In 2013, I left Facebook. Why? Isn't it a great way to connect with friends and family? Well, yes, it has been so enriching over the past five years to be able to reconnect with long lost friends and to stay connected to family. However, it has also become a disturbing presence in my life for at least these fve reasons:
1. Facebook has monetized family and friends relationships.
2. Facebook has melded public corporations with private interactions.
3. Facebook has inordinately added to the amount of information pollution that presently plagues us as a culture.
4. Facebook has damaged my impressions of my friends and family with its incessant new feed.
5. Facebook no longer gives me enough freedom to interact with friends and family without being interrupted by the impulses of consumer culture.
1. Facebook has monetized family and friends relationships.
Now that Facebook is publicly traded, its bottom line is to bring a financial return to its investors. This might be ok for a company that makes washing machines. But, when one of my relative "likes" a major corporation and the major corporation then uses that like to spam me and my family and friends, I feel that I have been made into a commodity. I do not like this at all. If Facebook wants to generate revenue, run ads in the sidebar or charge me a monthly rate without ads. But, I do not want to be a walking ad or have my close friends and family become waking ads for companies I may or may not support as a Christian. As Run DMC once said, "Calvin Klein's no friend of mine, don't want nobodies name on my behind.." See the film the Joneses to get scared about where we are headed with this
2. Facebook has melded public corporations interactions with private interactions.
I do not have a TV in my bedroom. Nor do I keep my phone in my bedroom. That is private space where Catherine and I protect and nurture our covenant relationship as a married couple. I need public and private boundaries in my life in order to maintain integrity and safety and sanity. Facebook has gone from a social interaction platform that focused on university students to a global platform for grandpa to share a picture of his new grandson and for Coke to try to get me to treat its sugary substance as if it were a member of my family. Bad boundary. In the early days of FB many of us would rail at the violations in privacy and the shifts toured a global social network or the need to once again relearn how to use FB because of the changes in the way they manage our relationships. Now, folks just adjust- sounds like Orwell's Animal Farm.
3. Facebook has inordinately added to the amount of information pollution that presently plagues us as a culture.
The fact that a home video of a guy farting or singing in Korean can get either a million or a billion hits on Youtube should concern us. That FB Users spend 10.5 Billion minutes a day on FB should cause us to ask what the quality of the information being shared is doing to us as a species. Since we are all completely overwhelmed with the amount of information we take in every day from ads, newsfeeds, TV, etc, I want to suggest that the new environmental crisis of the 21st century is not global warming or the physical environment but the info glut that is keeping us from our work, our relationships and our vitality as Creatures made in the image of God. Hence, I am not certain that sharing what I had for lunch today with a billion people is helpful to me, them, or our culture as a whole. In fact, it makes me want to say, "Come over to the house and we can talk." Or, "Stop by my blog and lets have a reasonable dialogue that will not get buried in an incessant newsfeed that combines Walmart sale with the celebration of the birth a man's first born son.
4. Facebook has damaged my impressions of my friends and family with its incessant new feed.
When the newsfeed of FB came out, I was irritated. When I kept hiding my friends and families feeds because no matter how many I hid, the person with the most updates kept coming up first, I knew FB had a major problem with how it was managing how we manage our relationships. How is it good for my relationships to always be inundated with news from one or two people who dominate FB? After hiding all my friends and family, I returned to FB and began checking in on folks that I missed or who were in my prayers or on my mind, etc. That helped. But, overall, the whole newsfeed thing is just a bad idea and creates another form of information overload that has to managed in a way that is, for me at least, overwhelming.
5. Facebook no longer gives me enough freedom to interact with friends and family without being interrupted by the impulses of consumer culture.
If you come over for coffee or sit with me in my study, I will give you my time and attention because being with others is such a rich and vital aspect of what it means to be human. I do not want to commodify people, or dislodge them from the beauty of what it means to really engage others as physical creatures living in a physical world. The distraction, disruption and dislodging of what it means to be with friend and family is what I came to FB for. So, I have logged off because I want to recover the more human aspects of being a friend.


- What the task requires -
What is needed is a verbatim copy of all the records.
*** Opening Supplied records ***
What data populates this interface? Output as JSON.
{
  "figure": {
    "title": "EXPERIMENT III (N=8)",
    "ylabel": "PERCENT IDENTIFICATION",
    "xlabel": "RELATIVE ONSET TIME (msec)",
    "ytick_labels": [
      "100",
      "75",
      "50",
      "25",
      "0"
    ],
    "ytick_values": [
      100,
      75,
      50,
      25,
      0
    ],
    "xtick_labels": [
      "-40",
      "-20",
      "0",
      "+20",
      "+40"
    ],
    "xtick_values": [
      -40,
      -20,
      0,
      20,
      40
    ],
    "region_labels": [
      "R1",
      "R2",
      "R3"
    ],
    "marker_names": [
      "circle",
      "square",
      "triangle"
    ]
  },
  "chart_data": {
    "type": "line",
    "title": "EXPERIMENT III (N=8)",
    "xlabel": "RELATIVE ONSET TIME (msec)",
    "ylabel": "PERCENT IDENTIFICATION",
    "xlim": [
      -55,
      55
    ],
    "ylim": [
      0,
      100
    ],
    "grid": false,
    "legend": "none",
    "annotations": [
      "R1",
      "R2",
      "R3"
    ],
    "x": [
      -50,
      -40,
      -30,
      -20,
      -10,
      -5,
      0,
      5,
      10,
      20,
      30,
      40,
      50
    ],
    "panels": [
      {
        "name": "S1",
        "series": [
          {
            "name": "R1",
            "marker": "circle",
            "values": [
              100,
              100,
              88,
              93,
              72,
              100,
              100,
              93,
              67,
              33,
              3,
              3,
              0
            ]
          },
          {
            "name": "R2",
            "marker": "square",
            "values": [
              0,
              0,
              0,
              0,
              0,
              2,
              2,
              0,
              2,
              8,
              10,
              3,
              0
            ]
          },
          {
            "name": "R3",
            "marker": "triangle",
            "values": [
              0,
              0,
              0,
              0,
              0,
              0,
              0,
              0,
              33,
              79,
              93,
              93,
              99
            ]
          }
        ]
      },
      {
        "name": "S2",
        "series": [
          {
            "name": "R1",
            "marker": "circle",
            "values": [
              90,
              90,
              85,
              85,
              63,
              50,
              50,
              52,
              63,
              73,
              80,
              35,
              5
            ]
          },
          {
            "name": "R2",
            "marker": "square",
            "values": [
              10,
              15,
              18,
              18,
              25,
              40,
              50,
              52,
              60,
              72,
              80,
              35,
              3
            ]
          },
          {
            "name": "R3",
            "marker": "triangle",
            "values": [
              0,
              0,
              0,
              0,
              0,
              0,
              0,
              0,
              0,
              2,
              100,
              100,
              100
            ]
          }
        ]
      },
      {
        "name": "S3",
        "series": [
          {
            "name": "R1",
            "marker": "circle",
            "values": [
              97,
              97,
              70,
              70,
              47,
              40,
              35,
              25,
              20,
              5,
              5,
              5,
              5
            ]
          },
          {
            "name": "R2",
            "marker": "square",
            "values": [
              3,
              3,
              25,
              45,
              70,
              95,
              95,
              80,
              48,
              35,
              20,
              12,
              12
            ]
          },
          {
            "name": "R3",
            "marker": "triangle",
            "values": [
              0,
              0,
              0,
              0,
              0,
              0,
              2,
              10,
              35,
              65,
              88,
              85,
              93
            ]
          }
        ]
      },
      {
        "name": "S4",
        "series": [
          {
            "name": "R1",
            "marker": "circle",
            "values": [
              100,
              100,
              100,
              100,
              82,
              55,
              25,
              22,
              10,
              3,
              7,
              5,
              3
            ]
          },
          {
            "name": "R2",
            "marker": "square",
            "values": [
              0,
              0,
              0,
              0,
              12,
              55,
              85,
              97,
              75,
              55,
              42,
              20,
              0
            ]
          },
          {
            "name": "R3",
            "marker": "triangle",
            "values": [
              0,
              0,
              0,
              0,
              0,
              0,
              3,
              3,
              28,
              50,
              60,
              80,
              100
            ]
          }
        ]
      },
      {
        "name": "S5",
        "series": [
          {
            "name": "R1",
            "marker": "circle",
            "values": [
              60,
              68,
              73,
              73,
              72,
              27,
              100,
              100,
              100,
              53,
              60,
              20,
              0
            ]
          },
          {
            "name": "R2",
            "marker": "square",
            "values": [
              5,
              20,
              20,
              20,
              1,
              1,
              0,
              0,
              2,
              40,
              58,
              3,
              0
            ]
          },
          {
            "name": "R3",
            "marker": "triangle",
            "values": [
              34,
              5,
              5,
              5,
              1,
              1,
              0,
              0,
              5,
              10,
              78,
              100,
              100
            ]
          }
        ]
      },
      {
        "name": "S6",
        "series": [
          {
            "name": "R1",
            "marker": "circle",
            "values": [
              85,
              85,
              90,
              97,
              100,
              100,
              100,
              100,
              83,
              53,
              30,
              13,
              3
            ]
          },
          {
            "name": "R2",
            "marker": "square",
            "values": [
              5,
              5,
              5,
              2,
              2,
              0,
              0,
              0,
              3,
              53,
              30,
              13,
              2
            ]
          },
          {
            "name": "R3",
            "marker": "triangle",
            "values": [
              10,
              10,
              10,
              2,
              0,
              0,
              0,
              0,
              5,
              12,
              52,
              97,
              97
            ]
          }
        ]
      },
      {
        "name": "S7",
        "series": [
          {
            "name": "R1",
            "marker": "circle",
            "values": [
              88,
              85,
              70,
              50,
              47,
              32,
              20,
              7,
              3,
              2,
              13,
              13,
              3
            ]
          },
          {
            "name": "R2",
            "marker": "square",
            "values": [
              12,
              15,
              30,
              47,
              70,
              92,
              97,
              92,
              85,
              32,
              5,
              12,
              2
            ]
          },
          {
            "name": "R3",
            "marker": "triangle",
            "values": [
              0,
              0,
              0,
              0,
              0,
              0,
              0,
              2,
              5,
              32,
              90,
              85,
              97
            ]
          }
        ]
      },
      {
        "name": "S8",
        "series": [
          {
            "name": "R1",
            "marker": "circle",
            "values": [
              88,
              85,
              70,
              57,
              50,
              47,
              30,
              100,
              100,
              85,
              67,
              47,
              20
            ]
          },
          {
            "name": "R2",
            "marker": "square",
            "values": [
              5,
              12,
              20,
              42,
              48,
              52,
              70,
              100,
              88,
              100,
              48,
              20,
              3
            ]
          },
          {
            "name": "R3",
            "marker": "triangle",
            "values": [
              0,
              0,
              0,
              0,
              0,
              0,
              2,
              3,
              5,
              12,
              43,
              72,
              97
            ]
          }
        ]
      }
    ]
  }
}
*** Closing Supplied records ***
- Written solution -
What data populates this interface? Output as JSON.
{
  "figure": {
    "title": "EXPERIMENT III (N=8)",
    "ylabel": "PERCENT IDENTIFICATION",
    "xlabel": "RELATIVE ONSET TIME (msec)",
    "ytick_labels": [
      "100",
      "75",
      "50",
      "25",
      "0"
    ],
    "ytick_values": [
      100,
      75,
      50,
      25,
      0
    ],
    "xtick_labels": [
      "-40",
      "-20",
      "0",
      "+20",
      "+40"
    ],
    "xtick_values": [
      -40,
      -20,
      0,
      20,
      40
    ],
    "region_labels": [
      "R1",
      "R2",
      "R3"
    ],
    "marker_names": [
      "circle",
      "square",
      "triangle"
    ]
  },
  "chart_data": {
    "type": "line",
    "title": "EXPERIMENT III (N=8)",
    "xlabel": "RELATIVE ONSET TIME (msec)",
    "ylabel": "PERCENT IDENTIFICATION",
    "xlim": [
      -55,
      55
    ],
    "ylim": [
      0,
      100
    ],
    "grid": false,
    "legend": "none",
    "annotations": [
      "R1",
      "R2",
      "R3"
    ],
    "x": [
      -50,
      -40,
      -30,
      -20,
      -10,
      -5,
      0,
      5,
      10,
      20,
      30,
      40,
      50
    ],
    "panels": [
      {
        "name": "S1",
        "series": [
          {
            "name": "R1",
            "marker": "circle",
            "values": [
              100,
              100,
              88,
              93,
              72,
              100,
              100,
              93,
              67,
              33,
              3,
              3,
              0
            ]
          },
          {
            "name": "R2",
            "marker": "square",
            "values": [
              0,
              0,
              0,
              0,
              0,
              2,
              2,
              0,
              2,
              8,
              10,
              3,
              0
            ]
          },
          {
            "name": "R3",
            "marker": "triangle",
            "values": [
              0,
              0,
              0,
              0,
              0,
              0,
              0,
              0,
              33,
              79,
              93,
              93,
              99
            ]
          }
        ]
      },
      {
        "name": "S2",
        "series": [
          {
            "name": "R1",
            "marker": "circle",
            "values": [
              90,
              90,
              85,
              85,
              63,
              50,
              50,
              52,
              63,
              73,
              80,
              35,
              5
            ]
          },
          {
            "name": "R2",
            "marker": "square",
            "values": [
              10,
              15,
              18,
              18,
              25,
              40,
              50,
              52,
              60,
              72,
              80,
              35,
              3
            ]
          },
          {
            "name": "R3",
            "marker": "triangle",
            "values": [
              0,
              0,
              0,
              0,
              0,
              0,
              0,
              0,
              0,
              2,
              100,
              100,
              100
            ]
          }
        ]
      },
      {
        "name": "S3",
        "series": [
          {
            "name": "R1",
            "marker": "circle",
            "values": [
              97,
              97,
              70,
              70,
              47,
              40,
              35,
              25,
              20,
              5,
              5,
              5,
              5
            ]
          },
          {
            "name": "R2",
            "marker": "square",
            "values": [
              3,
              3,
              25,
              45,
              70,
              95,
              95,
              80,
              48,
              35,
              20,
              12,
              12
            ]
          },
          {
            "name": "R3",
            "marker": "triangle",
            "values": [
              0,
              0,
              0,
              0,
              0,
              0,
              2,
              10,
              35,
              65,
              88,
              85,
              93
            ]
          }
        ]
      },
      {
        "name": "S4",
        "series": [
          {
            "name": "R1",
            "marker": "circle",
            "values": [
              100,
              100,
              100,
              100,
              82,
              55,
              25,
              22,
              10,
              3,
              7,
              5,
              3
            ]
          },
          {
            "name": "R2",
            "marker": "square",
            "values": [
              0,
              0,
              0,
              0,
              12,
              55,
              85,
              97,
              75,
              55,
              42,
              20,
              0
            ]
          },
          {
            "name": "R3",
            "marker": "triangle",
            "values": [
              0,
              0,
              0,
              0,
              0,
              0,
              3,
              3,
              28,
              50,
              60,
              80,
              100
            ]
          }
        ]
      },
      {
        "name": "S5",
        "series": [
          {
            "name": "R1",
            "marker": "circle",
            "values": [
              60,
              68,
              73,
              73,
              72,
              27,
              100,
              100,
              100,
              53,
              60,
              20,
              0
            ]
          },
          {
            "name": "R2",
            "marker": "square",
            "values": [
              5,
              20,
              20,
              20,
              1,
              1,
              0,
              0,
              2,
              40,
              58,
              3,
              0
            ]
          },
          {
            "name": "R3",
            "marker": "triangle",
            "values": [
              34,
              5,
              5,
              5,
              1,
              1,
              0,
              0,
              5,
              10,
              78,
              100,
              100
            ]
          }
        ]
      },
      {
        "name": "S6",
        "series": [
          {
            "name": "R1",
            "marker": "circle",
            "values": [
              85,
              85,
              90,
              97,
              100,
              100,
              100,
              100,
              83,
              53,
              30,
              13,
              3
            ]
          },
          {
            "name": "R2",
            "marker": "square",
            "values": [
              5,
              5,
              5,
              2,
              2,
              0,
              0,
              0,
              3,
              53,
              30,
              13,
              2
            ]
          },
          {
            "name": "R3",
            "marker": "triangle",
            "values": [
              10,
              10,
              10,
              2,
              0,
              0,
              0,
              0,
              5,
              12,
              52,
              97,
              97
            ]
          }
        ]
      },
      {
        "name": "S7",
        "series": [
          {
            "name": "R1",
            "marker": "circle",
            "values": [
              88,
              85,
              70,
              50,
              47,
              32,
              20,
              7,
              3,
              2,
              13,
              13,
              3
            ]
          },
          {
            "name": "R2",
            "marker": "square",
            "values": [
              12,
              15,
              30,
              47,
              70,
              92,
              97,
              92,
              85,
              32,
              5,
              12,
              2
            ]
          },
          {
            "name": "R3",
            "marker": "triangle",
            "values": [
              0,
              0,
              0,
              0,
              0,
              0,
              0,
              2,
              5,
              32,
              90,
              85,
              97
            ]
          }
        ]
      },
      {
        "name": "S8",
        "series": [
          {
            "name": "R1",
            "marker": "circle",
            "values": [
              88,
              85,
              70,
              57,
              50,
              47,
              30,
              100,
              100,
              85,
              67,
              47,
              20
            ]
          },
          {
            "name": "R2",
            "marker": "square",
            "values": [
              5,
              12,
              20,
              42,
              48,
              52,
              70,
              100,
              88,
              100,
              48,
              20,
              3
            ]
          },
          {
            "name": "R3",
            "marker": "triangle",
            "values": [
              0,
              0,
              0,
              0,
              0,
              0,
              2,
              3,
              5,
              12,
              43,
              72,
              97
            ]
          }
        ]
      }
    ]
  }
}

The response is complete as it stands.